A sober one, for today anyway. 

It took me many years of reckless drinking to work out I have a better chance of life if I don’t pick up that first drink. 

Getting sober was a brutal necessity and now it’s a daily choice. 

A way of life, a space between the stimulus and the behavior. A gift. 

Generally, when sober, I can look in the mirror and smile at the man staring back. Generally. Not all the time. 

And the journey into my loss and the journey out of my loss has taught me many things about myself. And life. 

My blogs are a collection of my thoughts and musings. 

I’m not an expert or a scholar or even an academic. 

I’m not an author, more like a survivor firing words from a gun. 

I’m not an example. 

If I could call myself anything, I would be an observer. 

I’m good at watching and listening and reading, and then, adapting. 

I’ve tried lots of things, done lots of things. 

Son, brother, friend, husband, father, lover, partner. 

Made so many mistakes I stopped counting in my twenties. 

But the scars I earned and the blood I spilled has been the clarity in my adaptation. 

I liken myself to a survivor of war. 

My own war. 

Observation has shown me that most of what I was taught, most of my belief systems and values and ethics have created dissatisfaction, resentment and ultimately, fear. 

And this is the Western myth; The more I gather and own will make me well. 

And my reality, was the exact opposite, a polar cap apart, because the more I owned the sicker I became. 

And the more I tried to gather, made me even sicker, and I was unable to see the pause and the gap between the stimulus and the behavior.

So I had to learn to let go.

When I let go, silence ensued, and the silence in the pause was my redemption.

This is not a blog on goal-setting or leadership.
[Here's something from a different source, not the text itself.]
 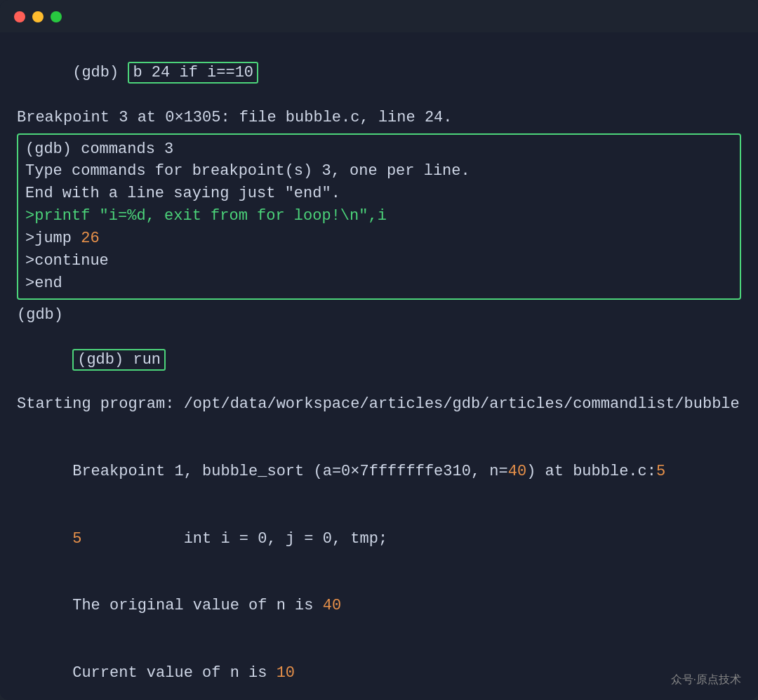 What do you see at coordinates (193, 73) in the screenshot?
I see `command-box: b 24 if i==10` at bounding box center [193, 73].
I find most goal-setting books to be a study in contradiction.

Goal-setting assumes you start from a position of failure and future want—therefore, positive affirmations become negative confirmations.

A conundrum.

They sell a secret or promise that can be achieved only if you follow an aspirational ten great steps to redemption and untold wealth.

And the redemption promised is in fact a curse and not a path to nirvana.
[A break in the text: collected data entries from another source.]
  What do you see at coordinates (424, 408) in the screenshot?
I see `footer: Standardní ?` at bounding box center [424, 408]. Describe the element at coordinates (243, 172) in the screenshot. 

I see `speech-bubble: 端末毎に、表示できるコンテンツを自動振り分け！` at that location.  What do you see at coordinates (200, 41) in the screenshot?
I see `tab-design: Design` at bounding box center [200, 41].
So, for something completely new and different, this blog is not telling you to be anything or do anything, and it’s not telling you to seek out the truth.
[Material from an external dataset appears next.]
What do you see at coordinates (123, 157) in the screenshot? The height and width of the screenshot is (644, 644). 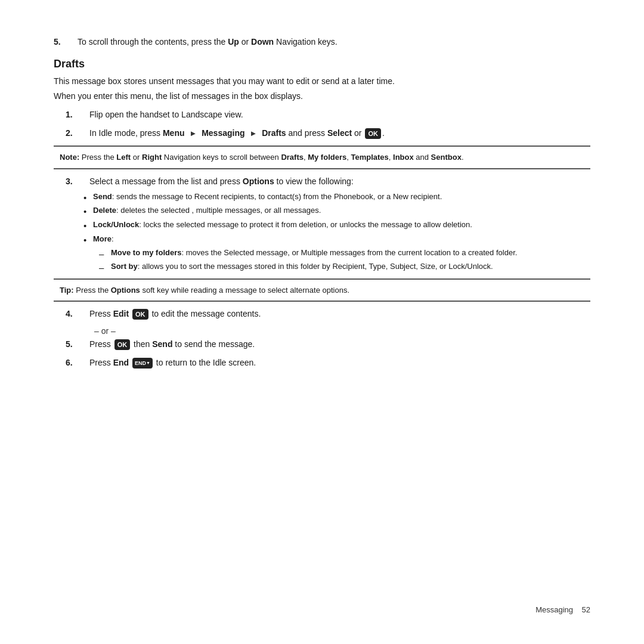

I’m not showing you how to get well or be the best you can.

What does “best” mean anyway? Best compared to whom or what?

All I am trying to express is another way to live, an easier and softer way that is without the potential of distraction and in short snippets.

I can’t concentrate for more than a few minutes, so I write in grabs.

You may see some alignment or reach an awakening.

You may learn to choose to change from some of my experiences.

You may decide to take an easier path without making the mistakes I made—and let me tell you, that alone is a very good outcome—or you may perceive me mad or stupid, glum and guilt-ridden.

You may be right, and if you do see me as faulty, God bless you, because that is your right.

For me, though, in the end, it doesn’t matter.

Nothing does matter, apart from today.